I do not know why any man would go that way. A woman can be a hard person to live with and I am sure men can be hard to live with. Some of us do not seem to be able to argue, get the frustration of normal human relationships out into the open, solve the problem and move on. All too sadly for so many women and some men, we end up in a situation where violence is the only solution. It is pretty harrowing to think that couples who start out so beautifully can finish that way.

We must be mindful of an issue that came up as a result of the 2008 economic crash. I have met a significant number of women who are single parents today. Their husbands borrowed money on the strength of the family home and when things took a turn for the worse they inflicted another sort of violence. They walked away, leaving these women with children and nothing else but debts, problems and the constant threat of losing their homes. We have no solution. I dealt with one woman whose husband had doubled the mortgage through a predatory lending company. When the cheque for the second half of the mortgage arrived he picked up the cash, which he told her he was using to pay off tax debts, and left her with nothing. The ruthless banks known as "vulture funds" came after her. They did not go after him to find out what he had done with the money. My colleague, Senator Ward, is looking at me. I know the family home was the asset and that is what the banks naturally pursued. I can understand that. However, this is a form of domestic violence that nobody sees.

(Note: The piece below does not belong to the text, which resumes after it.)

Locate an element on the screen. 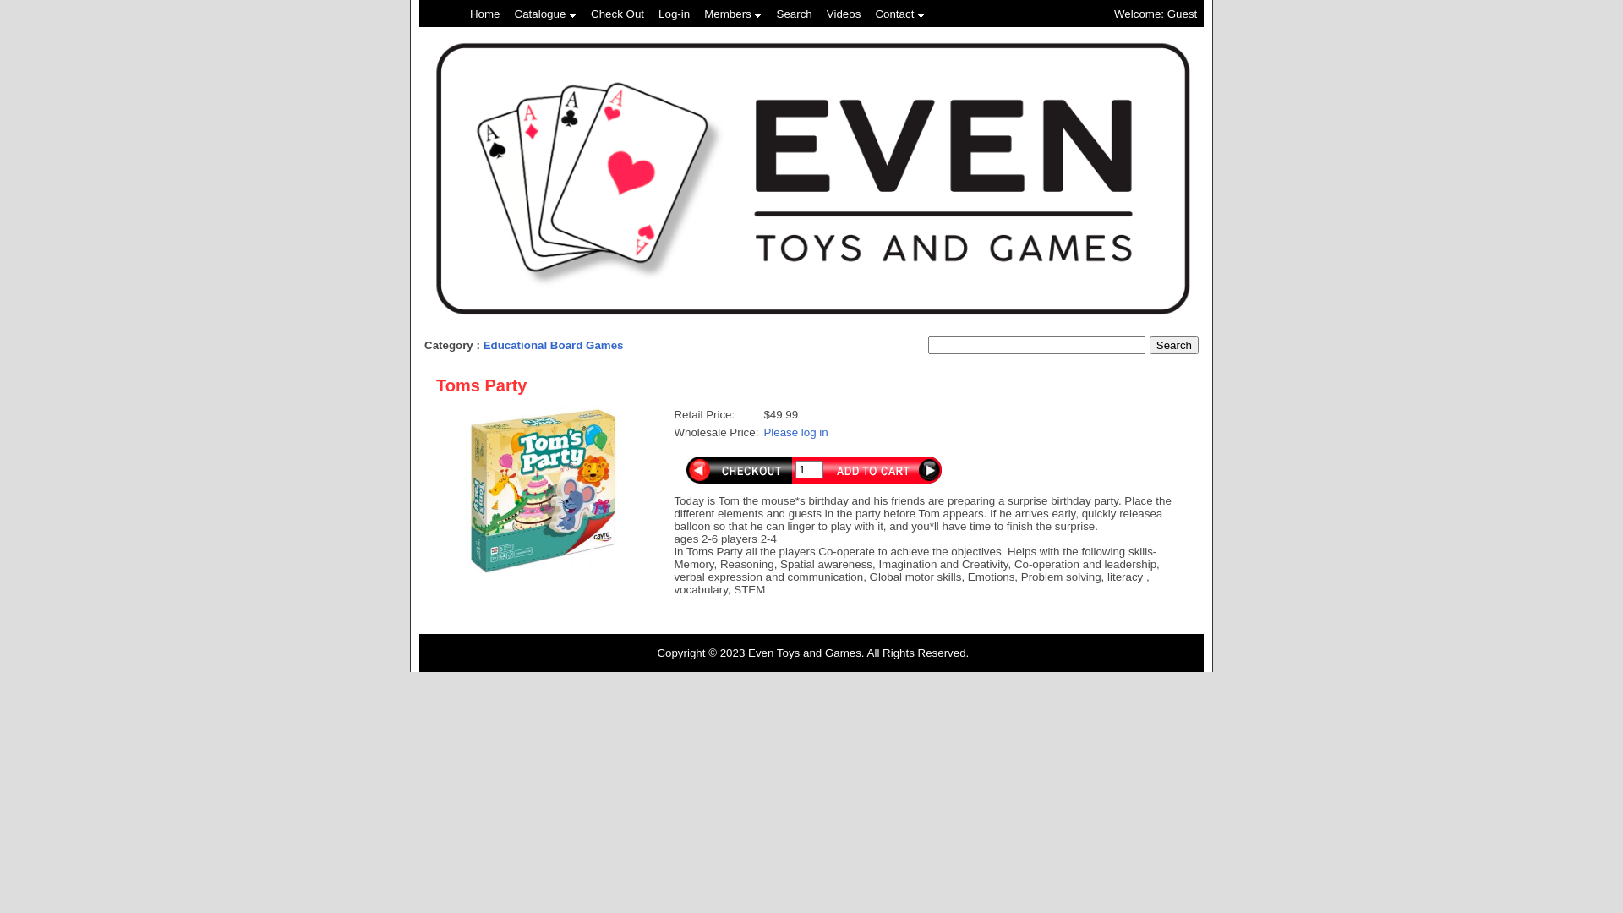  Search is located at coordinates (1174, 345).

The type of violence we are talking about takes place in the shadows, without the knowledge of the general public. Sometimes even the relations of those involved do not know how badly the relationship has broken down. By the time a woman makes it public that she is suffering from domestic violence that she can no longer live with, she is a broken individual. I remember when the first refuge centre in Galway opened in the 1970s. People thought we did not need one in Galway because that type of thing did not happen there. The numbers read out by my colleagues today put the lie to that. Somebody said that Covid-19 has accelerated this. I do not believe it has. Rather, there is no respite at all now. Husbands, wives and children are at home all of the time. This has brought the issue into the open once again.

I will support the Labour Party and I hope we see some strong legislation on this.